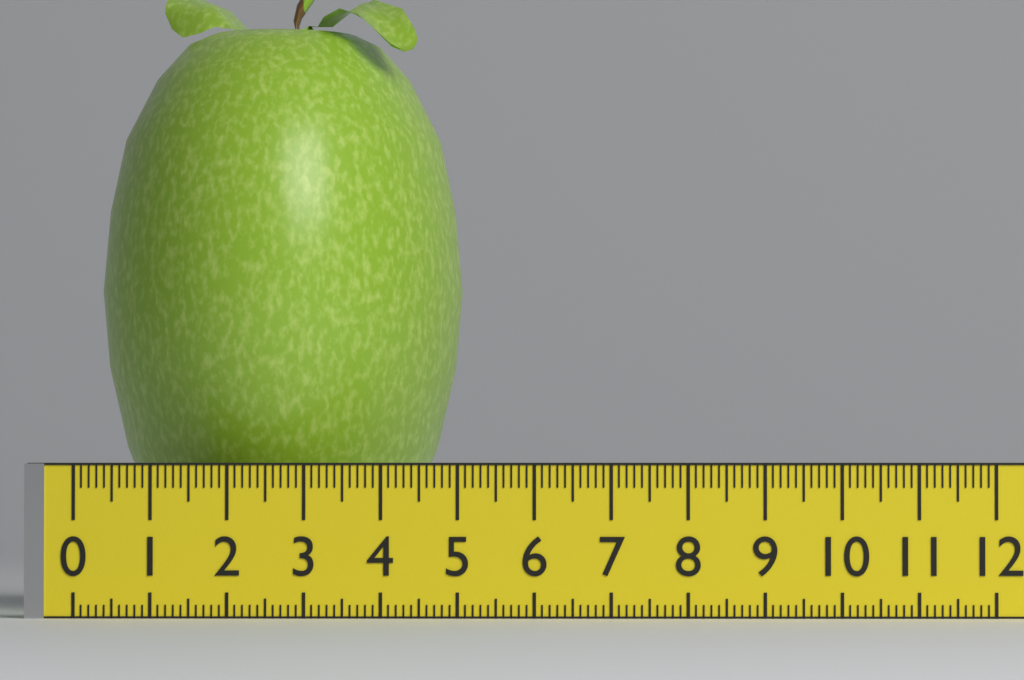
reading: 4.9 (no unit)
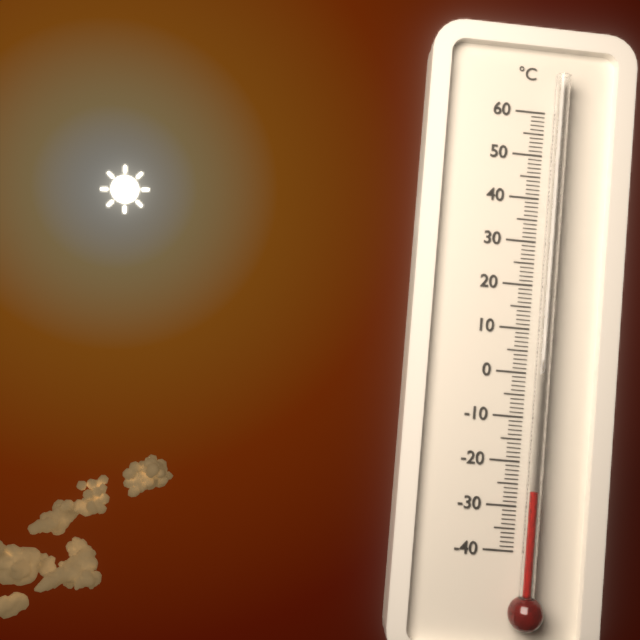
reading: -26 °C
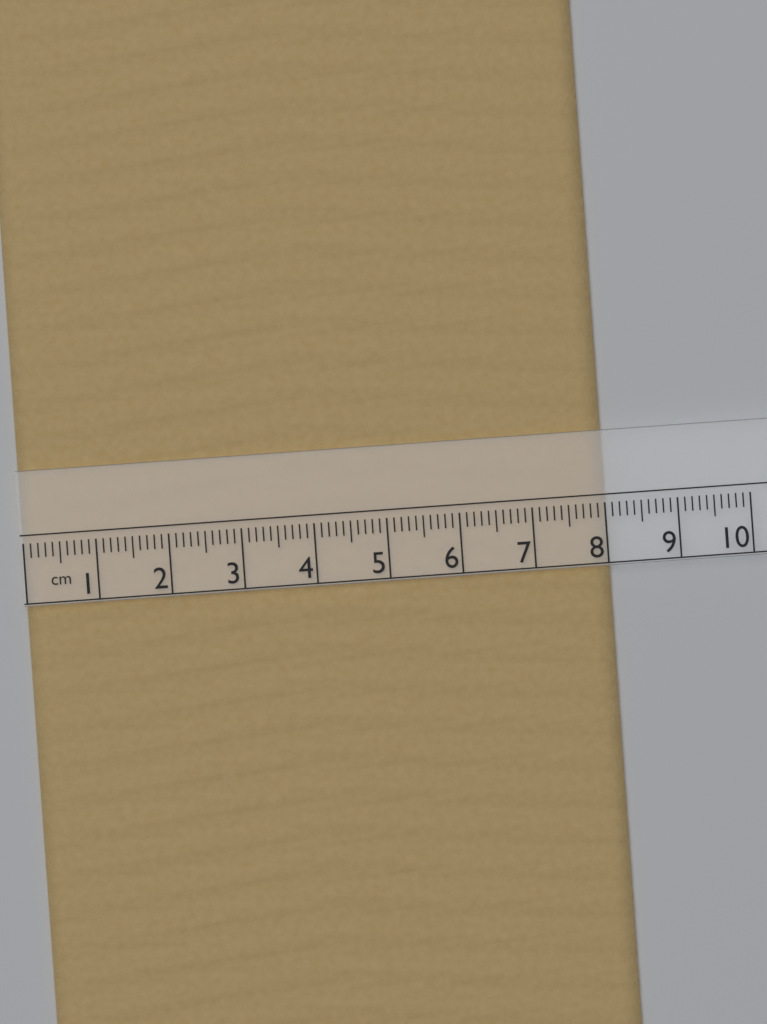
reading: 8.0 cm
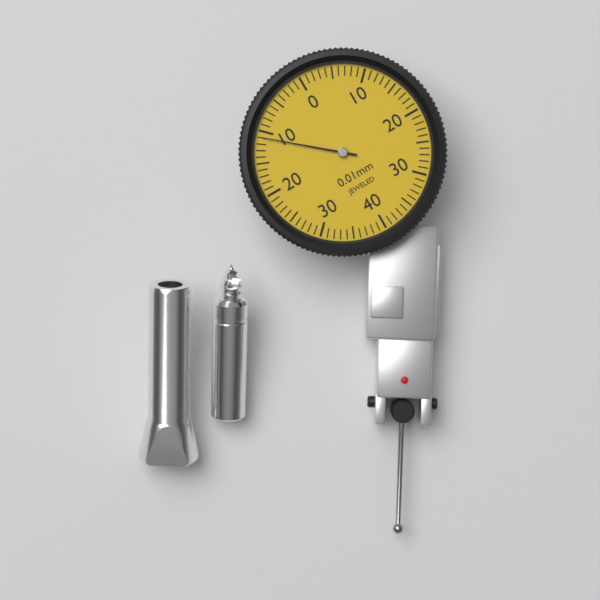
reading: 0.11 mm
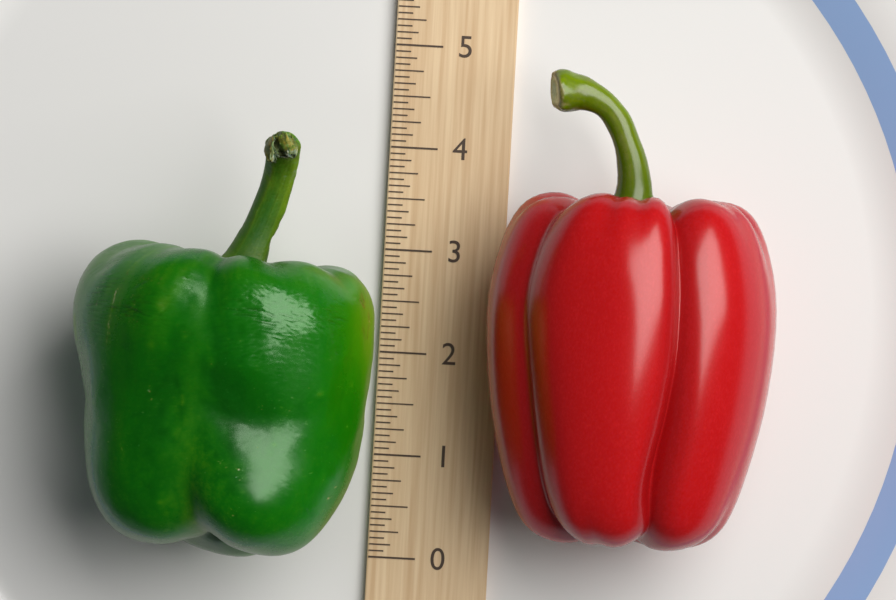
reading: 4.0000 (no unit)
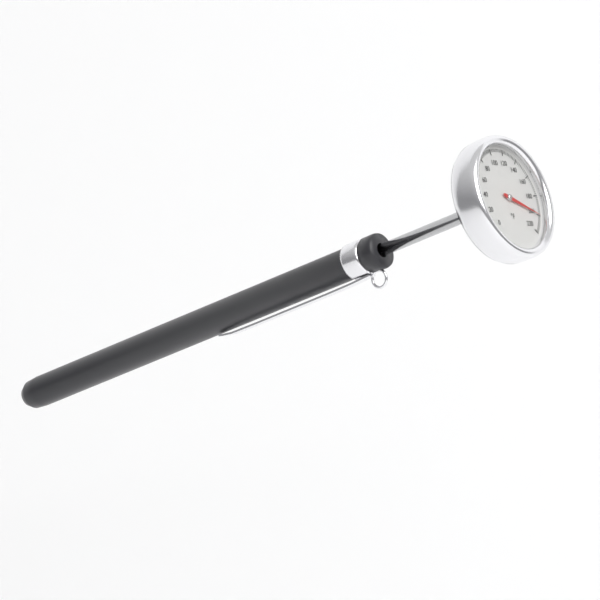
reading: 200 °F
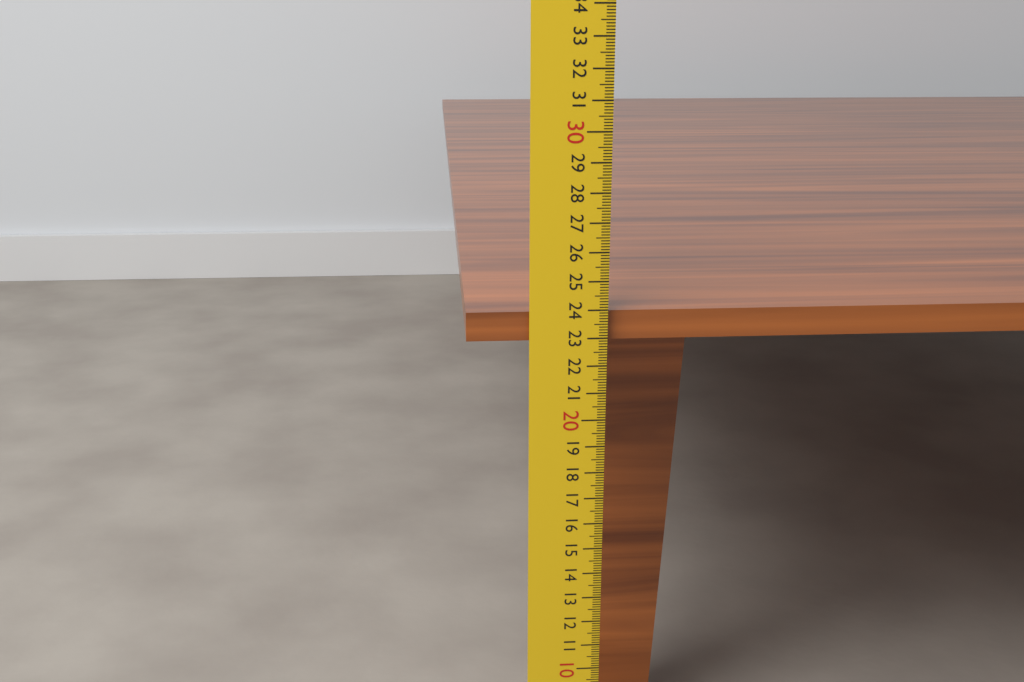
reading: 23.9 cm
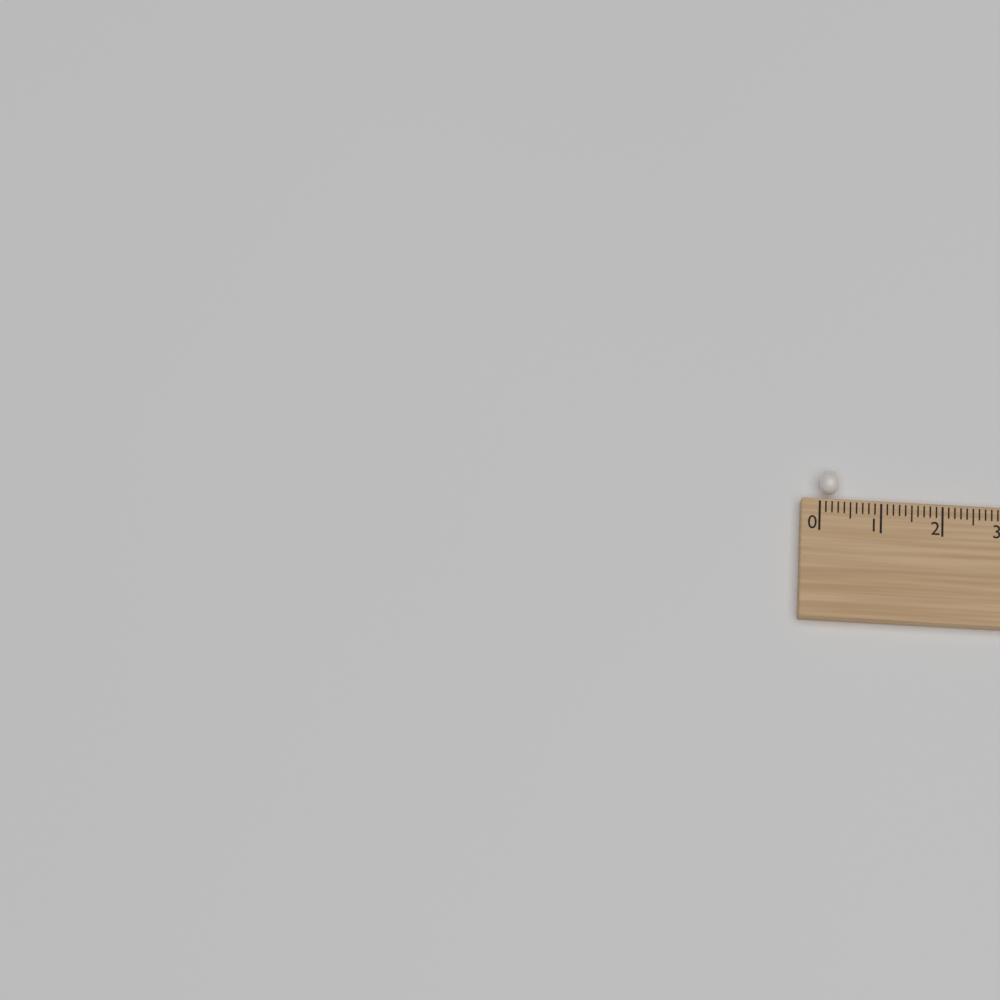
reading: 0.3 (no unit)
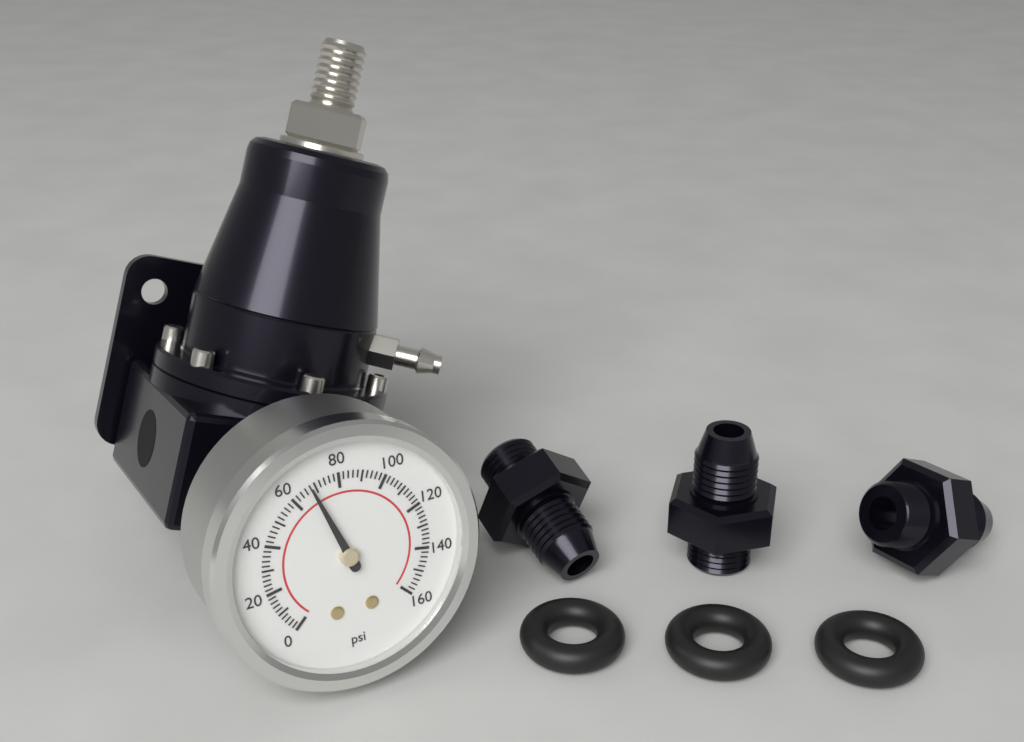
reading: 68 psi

**ASSIGNMENT**
Reproduce, with the pictures omitted, exactly those lines that run from the line with "reading: -26 °C" to the last line of the material, both ends included.

**ANSWER SECTION**
reading: -26 °C
reading: 8.0 cm
reading: 0.11 mm
reading: 4.0000 (no unit)
reading: 200 °F
reading: 23.9 cm
reading: 0.3 (no unit)
reading: 68 psi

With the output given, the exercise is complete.